What Mesh concluded - in its own words
The LLM’s reasoning, pulled byte-for-byte from the vault entry:
Blockchain core service indicates blockchain core infrastructure. Automated restarts, rollbacks, and scaling are prohibited for chain services as they risk halting block production or losing sync state. Requires human operator assessment of chain health status and root cause.
The model:
- Identified that the service was chain core - correct domain recognition.
- Refused to propose any destructive action - correct safety posture.
- Cited the candidate cause and asked for human review - correct outcome.
- Logged confidence at 0.4 - honest about its own uncertainty.
An engineer reading this digest in the morning dismisses the alert in roughly 30 seconds. Mesh has already done the SSH-and-kubectl work.
The killer anecdote: the AI that almost halted the chain
Early in a simulation environment with the same faults, the LLM proposer was given the same heartbeat signal. Its first response: restart_deployment on the sequencer. Restarting the sequencer mid-block-production halts the chain and can lead to data directory corruption, causing fatal downtime.
Four independent safety walls blocked execution before any actuation path was reached:
- Schema validation rejected the proposal - the LLM had emitted an action string outside the bounded enum.
- Approval gate parked the run regardless of the proposal.
- Actuators were structurally disabled at the environment level - no execution path existed.
- Namespace allowlist specifically excluded the chain-core namespace - even if execution had been enabled, the actuator would have refused.
The next iteration, after adding a 15-line chain-aware paragraph to the LLM’s system prompt, the same signal produced the correct open_incident recommendation cited above. The change was one commit; the audit trail is byte-for-byte replayable.
How each run makes the next one smarter
- Every run improves the next one: Mesh does not just triage a single alert; it turns each run into reusable operational memory.
- InfraGraph learns dependencies: Mesh builds a live topology of services, workloads, nodes, and alert relationships so the next incident already has blast-radius context.
- ReasoningBank learns outcomes: Each decision is stored with the eventual operator result, helping Mesh recognize patterns like lazy-idle false positives, correlated DA/feed failures, and repeated unnecessary escalations.
- Triage gets faster over time: As signatures accumulate, deterministic matching can resolve known patterns before the LLM is needed.
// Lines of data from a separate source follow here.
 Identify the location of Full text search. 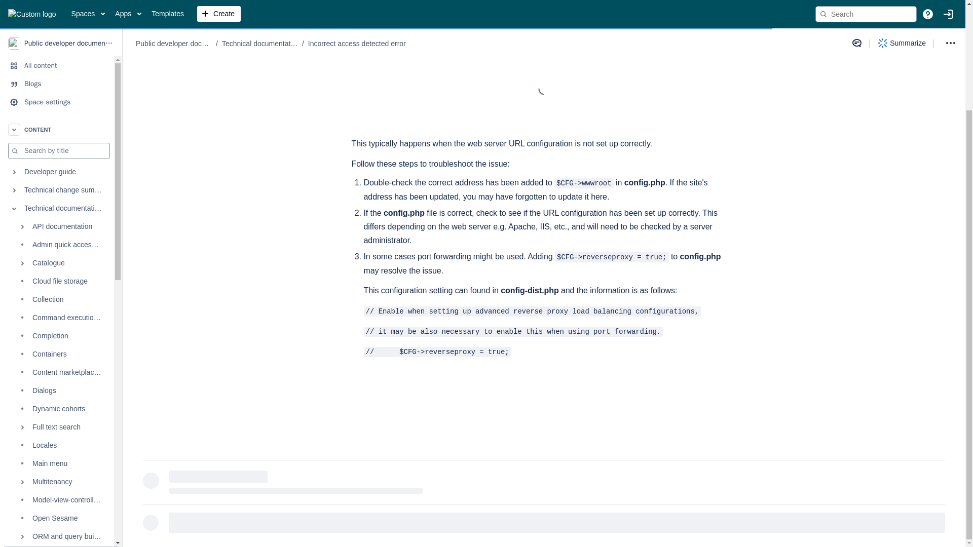
(57, 296).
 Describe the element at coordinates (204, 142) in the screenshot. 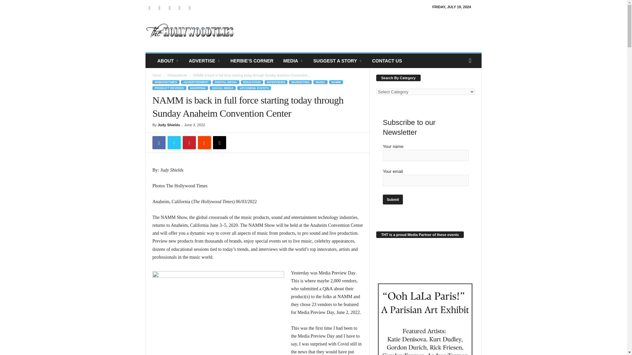

I see `ReddIt` at that location.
- False positives get sharper: Repeated examples teach Mesh the difference between “block production is flat because traffic is low” and “block production is flat because something is broken.”
- Correlation improves RCA: InfraGraph helps answer whether an alert is isolated, downstream of another issue, or part of a broader network pattern.
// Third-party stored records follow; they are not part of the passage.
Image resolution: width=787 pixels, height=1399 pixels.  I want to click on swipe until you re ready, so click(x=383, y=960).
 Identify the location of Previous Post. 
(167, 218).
- Safety remains structural: Camp gets faster RCA without risking an AI-initiated sequencer restart, because execution is blocked by layered safety controls.
- Auditability compounds: Every read, decision, LLM proposal, and safety block is Merkle-rooted and replayable for future review.
Observability bugs Mesh surfaced as a side effect
While doing its own context assembly, Mesh’s autonomous probing surfaced three real non-chain monitoring gaps in the cluster that had gone unnoticed:
- A pair of phantom Prometheus scrape targets pointing at a read-node replica that does not exist. The secret was prepared; the pod was not deployed.
- Node-level kubelet metrics were not reaching Prometheus due to a scrape-format mismatch.
- Two pod scrape annotations pointed at endpoints returning 404.
None of these affected chain function. All would have been caught instantly if someone had been actively reading the monitoring config end-to-end, which is precisely the kind of background audit a bounded-autonomy SRE does on every tick.